TASK INPUTS:
=== Section Start ===
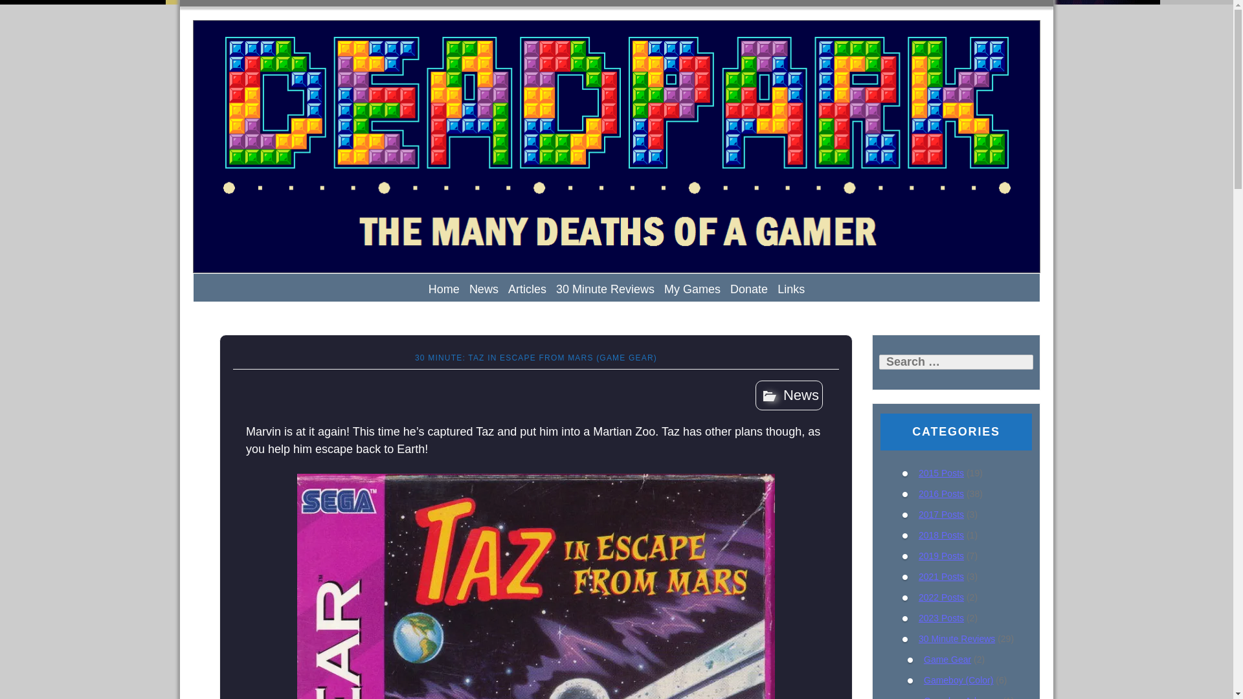  Describe the element at coordinates (941, 576) in the screenshot. I see `2021 Posts` at that location.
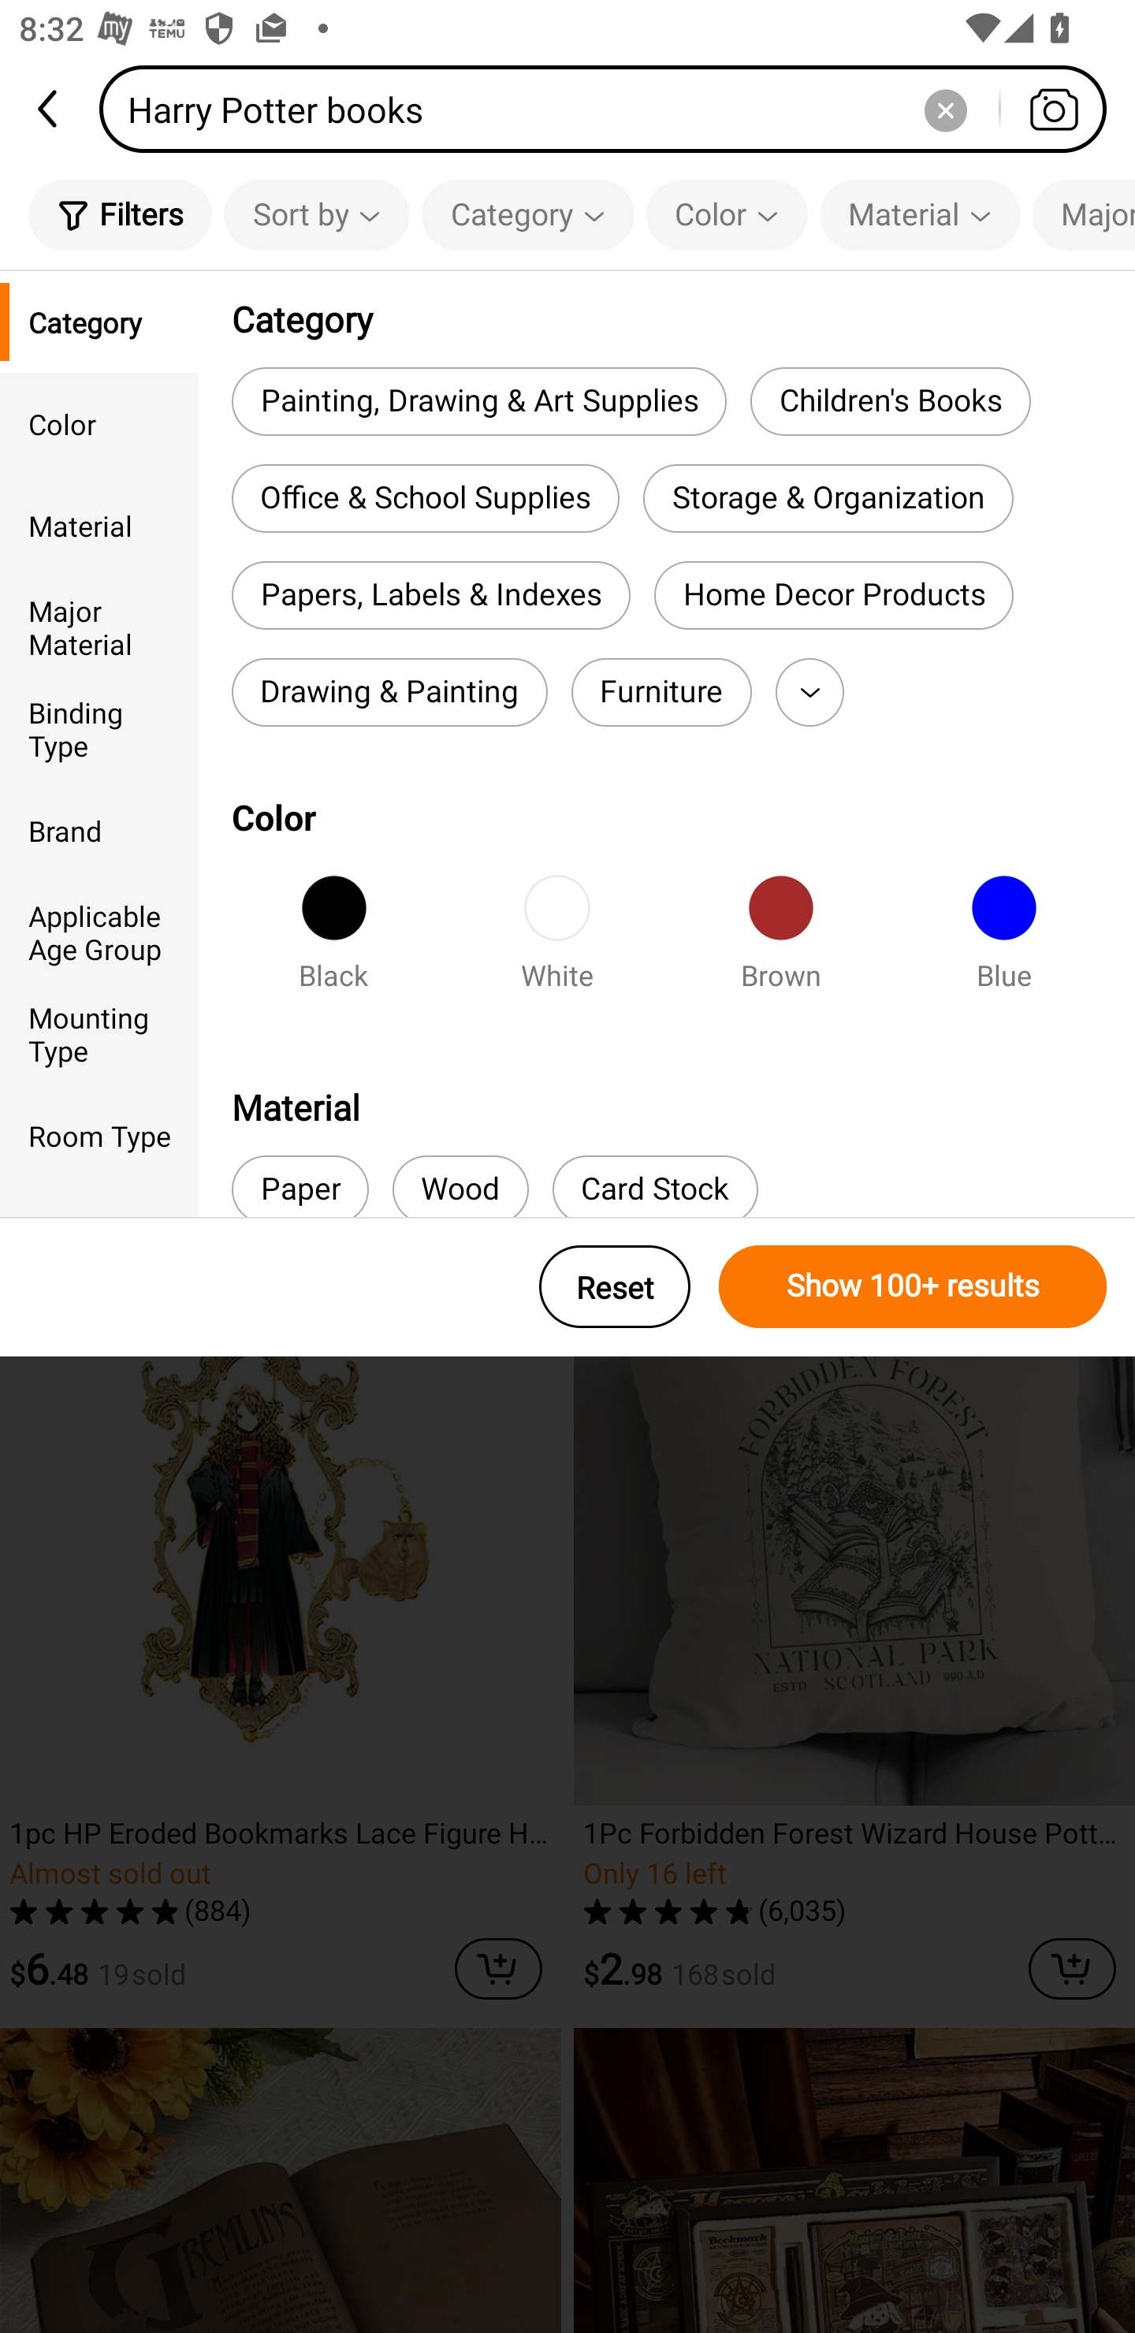  I want to click on Harry Potter books, so click(611, 109).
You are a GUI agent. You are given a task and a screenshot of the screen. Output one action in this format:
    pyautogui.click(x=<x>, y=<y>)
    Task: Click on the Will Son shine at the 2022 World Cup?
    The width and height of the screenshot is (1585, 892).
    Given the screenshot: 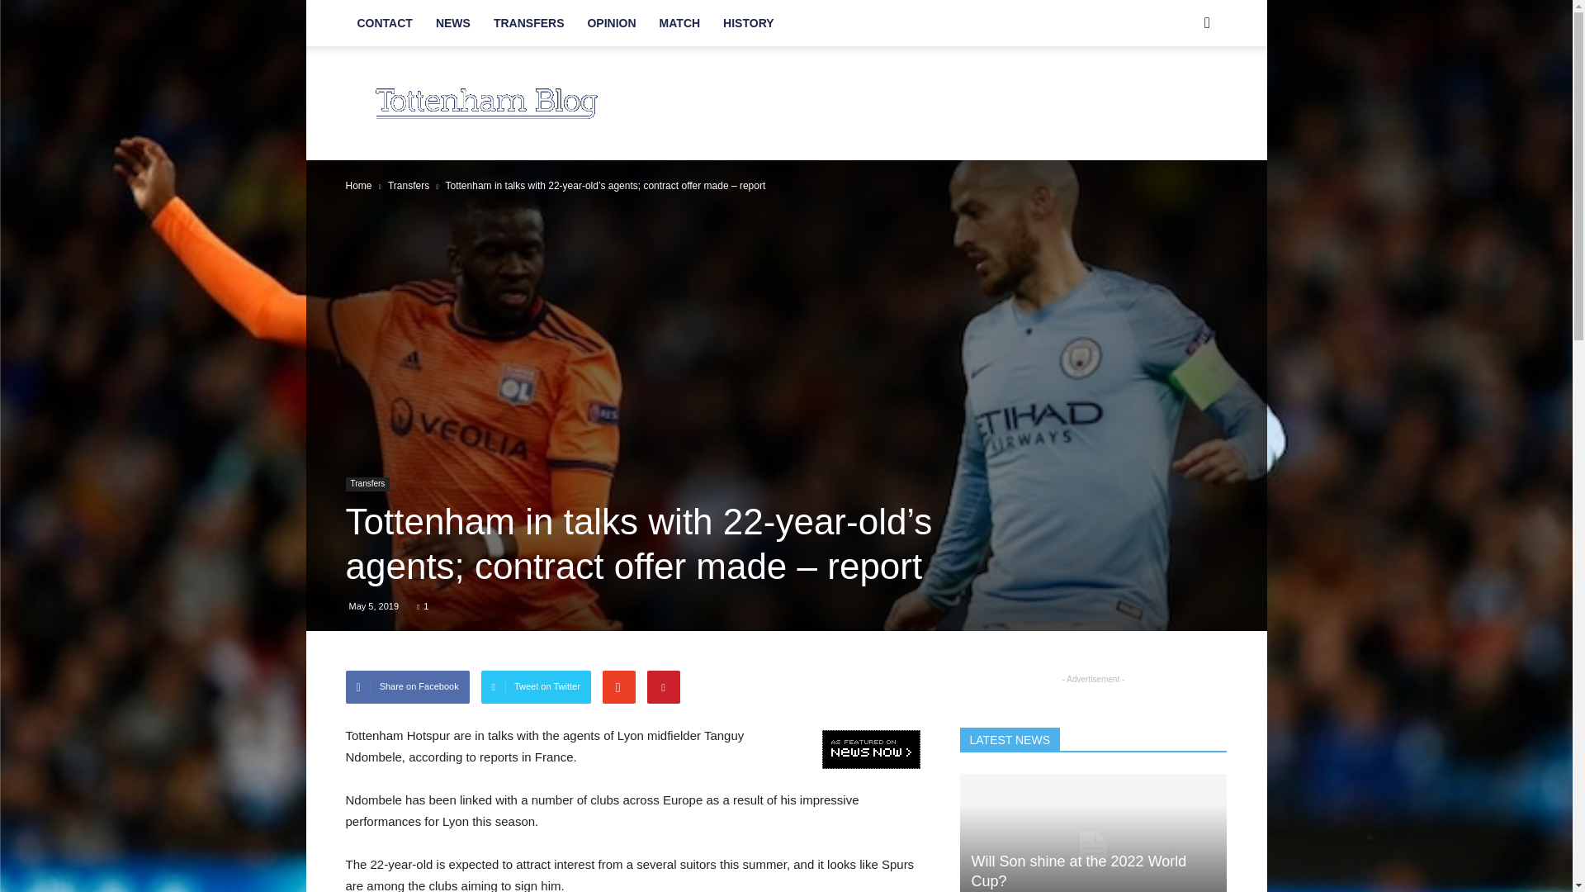 What is the action you would take?
    pyautogui.click(x=1078, y=870)
    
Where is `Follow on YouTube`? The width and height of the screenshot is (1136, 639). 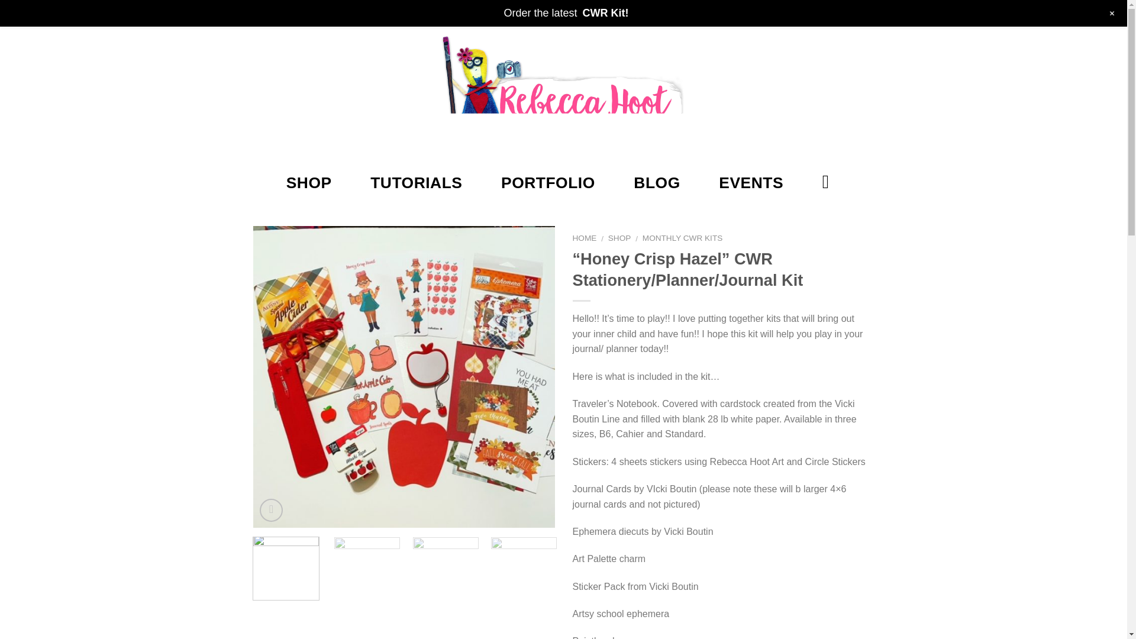
Follow on YouTube is located at coordinates (312, 12).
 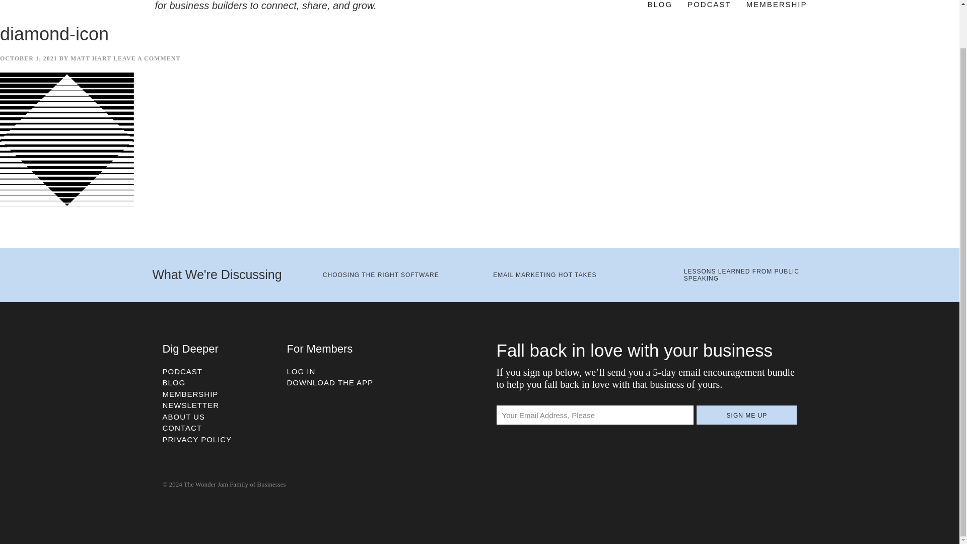 What do you see at coordinates (91, 58) in the screenshot?
I see `MATT HART` at bounding box center [91, 58].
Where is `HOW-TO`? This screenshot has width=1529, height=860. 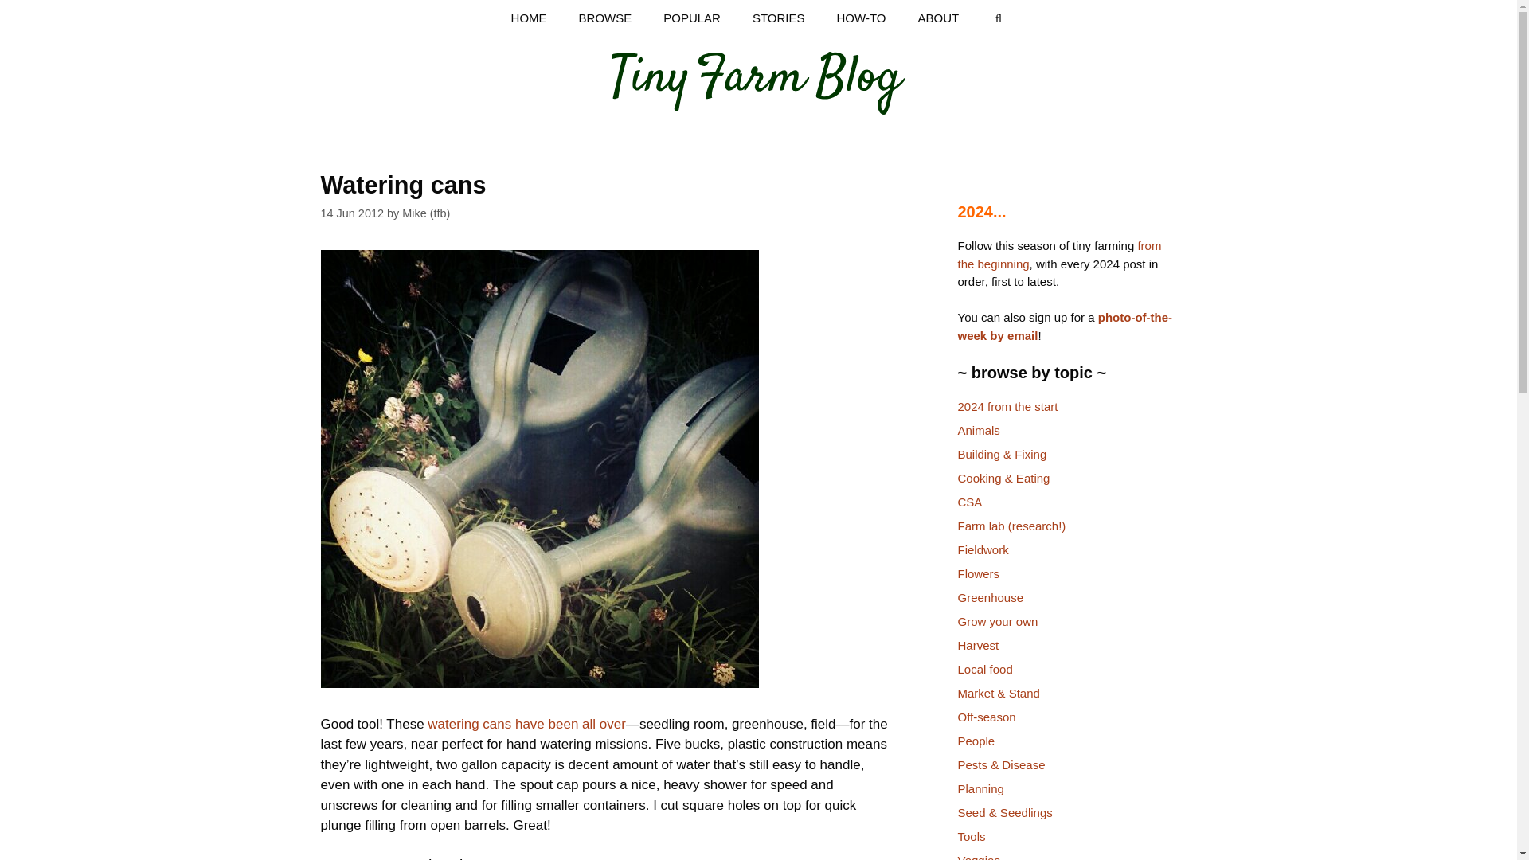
=== Section End ===
WORK REQUIRED: The required output consists only of the lines from the one containing "is (1136, 639)." to the last line of the material, reproduced exactly, pictures excluded.

REPLY:
Where is `Follow on YouTube`? The width and height of the screenshot is (1136, 639). 
Follow on YouTube is located at coordinates (312, 12).
  What do you see at coordinates (91, 58) in the screenshot?
I see `MATT HART` at bounding box center [91, 58].
Where is `HOW-TO`? This screenshot has width=1529, height=860. 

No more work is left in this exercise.